A House of Prayer for all nations

By Ria Delves

Isaiah 56 paints a beautiful picture of what happens when people choose to respond to God’s loving invitation to enter into relationship with Him. In the opening verses of the chapter, two groups are described – the stranger and the eunuch, groups that were often excluded from the assembly.  But here they are encouraged not to feel excluded from the community of God that they have joined. Instead, they are reassured of God’s welcome.

Also the sons of the foreigner who join themselves to the Lord, to serve Him, and to love the name of the Lord, to be His servants - everyone who keeps from defiling the Sabbath, and holds fast My covenant - even them I will bring to My holy mountain, and make them joyful in My house of prayer. Their burnt offerings and their sacrifices will be accepted on My altar; for My house shall be called a house of prayer for all nations.
— Isaiah 56:6-7

We also see in the passage the language and imagery of covenant including keeping the Sabbath, which was one of the signs of being in relationship with the God of Israel.   The promise is that anyone who chooses to join to the Lord, to love and serve Him is no longer outside the covenant (represented by the stranger and the eunuch) but is now part of the house of God.

God is the One who initiates the covenant-making process and provides an opportunity for all who would accept, to join themselves to Him.  For those who respond and align with Him, He brings into His family, to His holy mountain.  He makes them joyful in His house of prayer and accepts their burnt offerings and sacrifices on His altar, a sign of their ratifying the covenant with Him.   Isaiah shows the outcome of joining to the Lord, of loving and serving Him as being welcomed into His house of prayer.

a house of prayer for all nations

The meditation verses end with the well-known phrase – “For My house shall be called a house of prayer for all nations”, which Jesus references when He clears out the traders who were using the temple as a place of business, instead of using it for its intended purpose.  (See Matthew 21:13; Luke 19:46; Mark 11:17).

The Hebrew word used for house is bayit and has a meaning of home or house as containing a family.  Thus, the place where God has chosen for His name to dwell and to have possession of is that of a home, a family.  And because God is the one who puts the house together, He gets to put His own identifier on it.  He gets to say what the house is and give it a name.  And He’s called it ‘a house of prayer’.   God’s house, His home, the place that He calls ‘His’ is marked by prayer.

When king Solomon prays at the dedication of the first temple in 1 Kings 8, he prays, “29 that your eyes may be open night and day toward this house, the place of which you have said, ‘My name shall be there,’ that you may listen to the prayer that your servant offers toward this place. 30 And listen to the plea of your servant and of your people Israel, when they pray toward this place. And listen in heaven your dwelling place, and when you hear, forgive.” (ESV)

But this place of prayer was not only for the people of Israel, but also for ‘the stranger who comes from a far country’, that when they come and pray to the God of Israel, He would hear and answer them.  (1 Kings 8:41-43)  God’s heart is for all the nations to come to Him, and when we pray for the nations we are joining with God’s heart.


* _ASSIGNMENT_:
Could you repeat, word for word, the line with "Describe the element at coordinates (110, 365)" and every line after it in the records below, leaving out any pictures?

::: AVAILABLE RECORDS :::

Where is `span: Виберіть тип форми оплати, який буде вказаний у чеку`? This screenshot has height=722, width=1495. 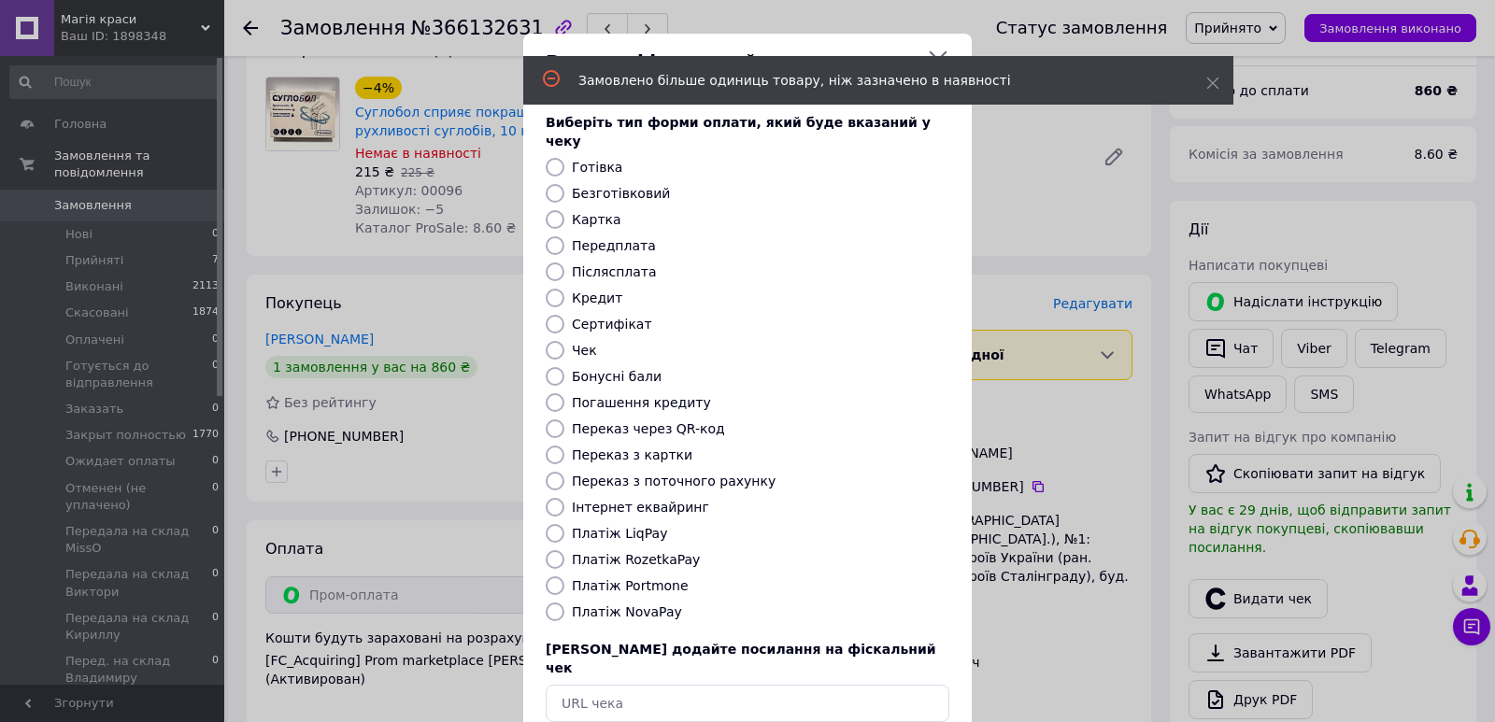
span: Виберіть тип форми оплати, який буде вказаний у чеку is located at coordinates (738, 132).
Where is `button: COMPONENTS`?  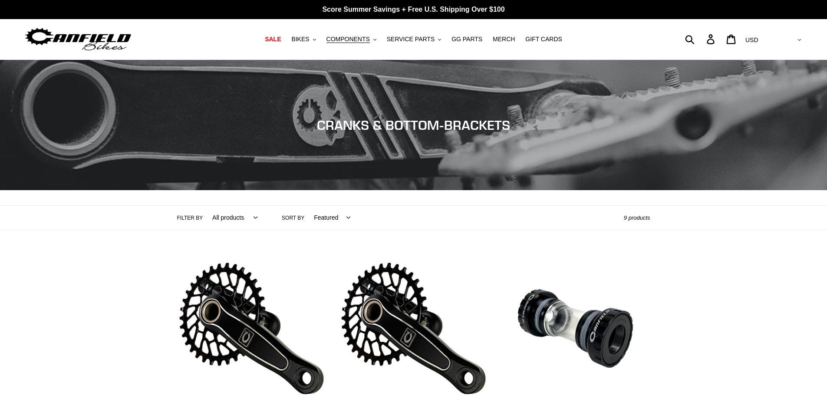
button: COMPONENTS is located at coordinates (351, 39).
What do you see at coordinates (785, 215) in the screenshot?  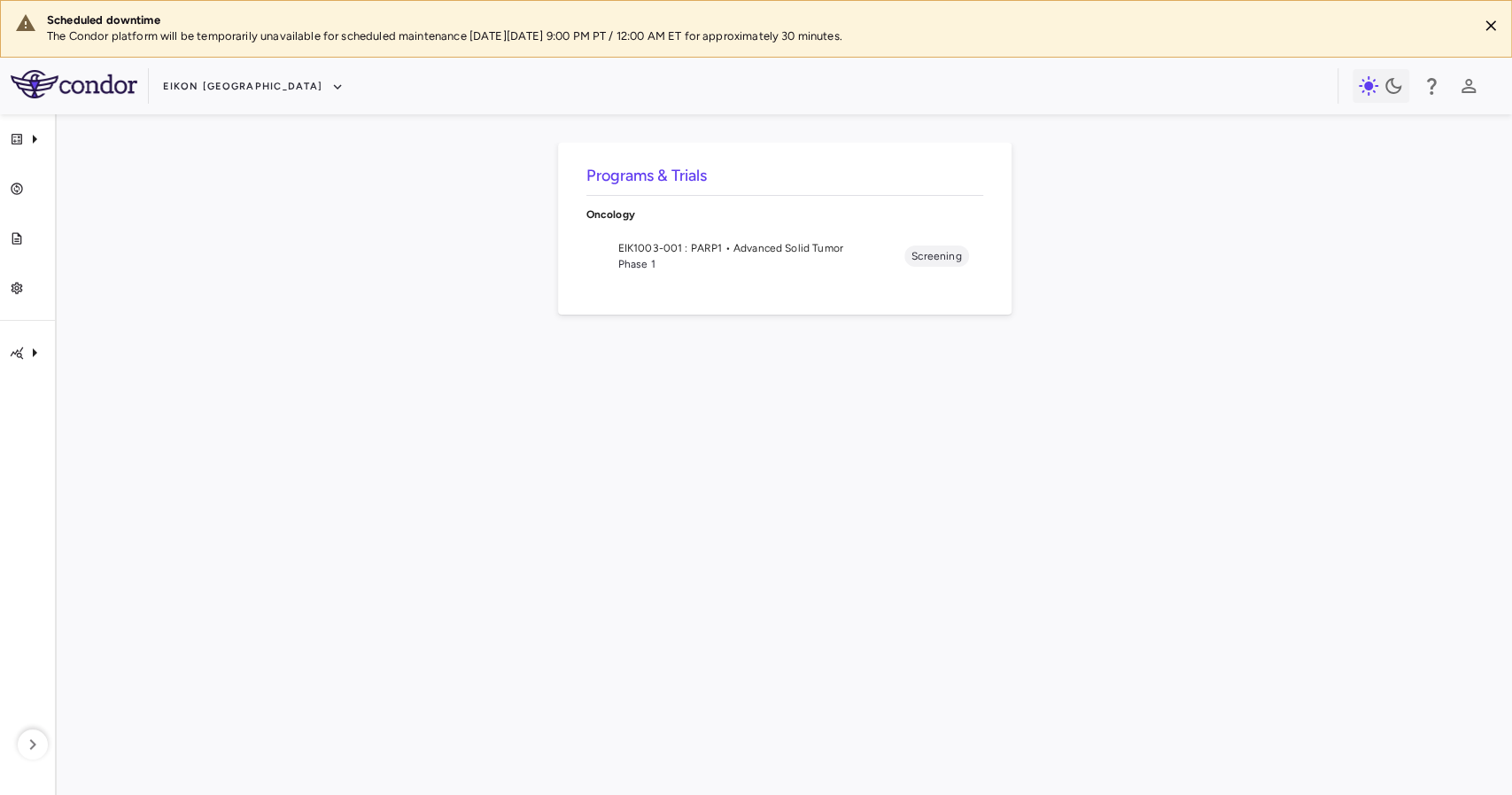 I see `div: Oncology` at bounding box center [785, 215].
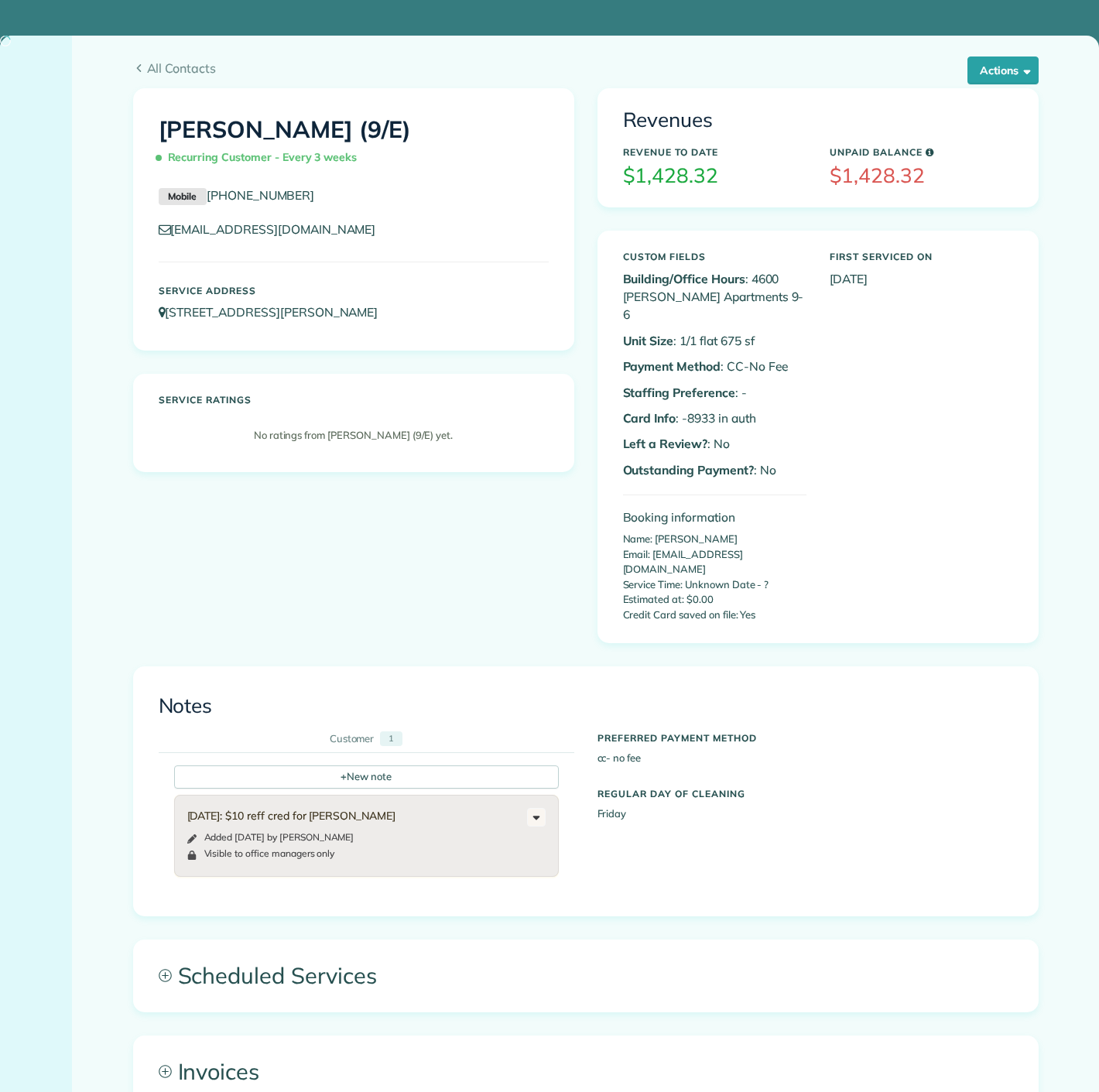 The width and height of the screenshot is (1099, 1092). I want to click on b: Unit Size, so click(649, 341).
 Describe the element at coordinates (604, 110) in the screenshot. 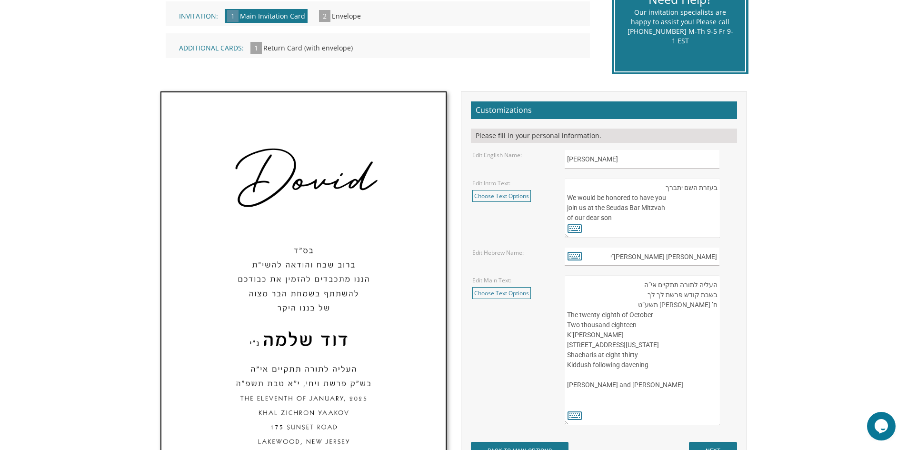

I see `h2: Customizations` at that location.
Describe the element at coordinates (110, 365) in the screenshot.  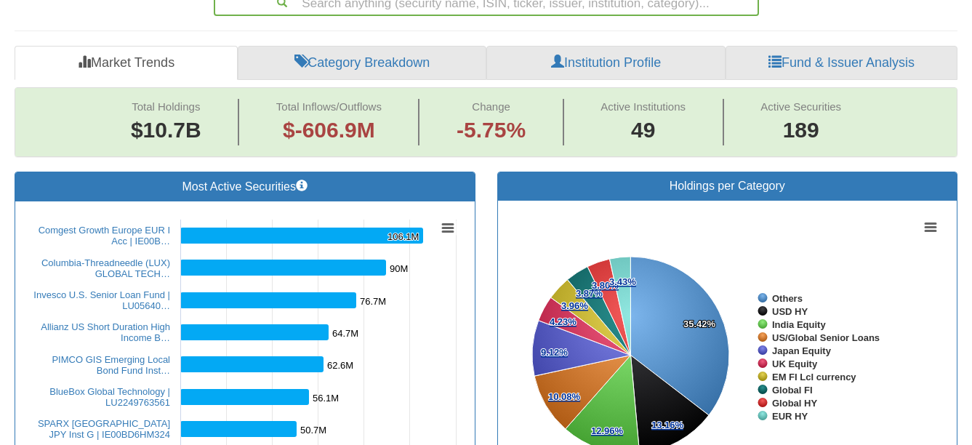
I see `a: PIMCO GIS Emerging Local Bond Fund Inst…` at that location.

:::

* _YOUR SOLUTION_:
Describe the element at coordinates (110, 365) in the screenshot.  
I see `a: PIMCO GIS Emerging Local Bond Fund Inst…` at that location.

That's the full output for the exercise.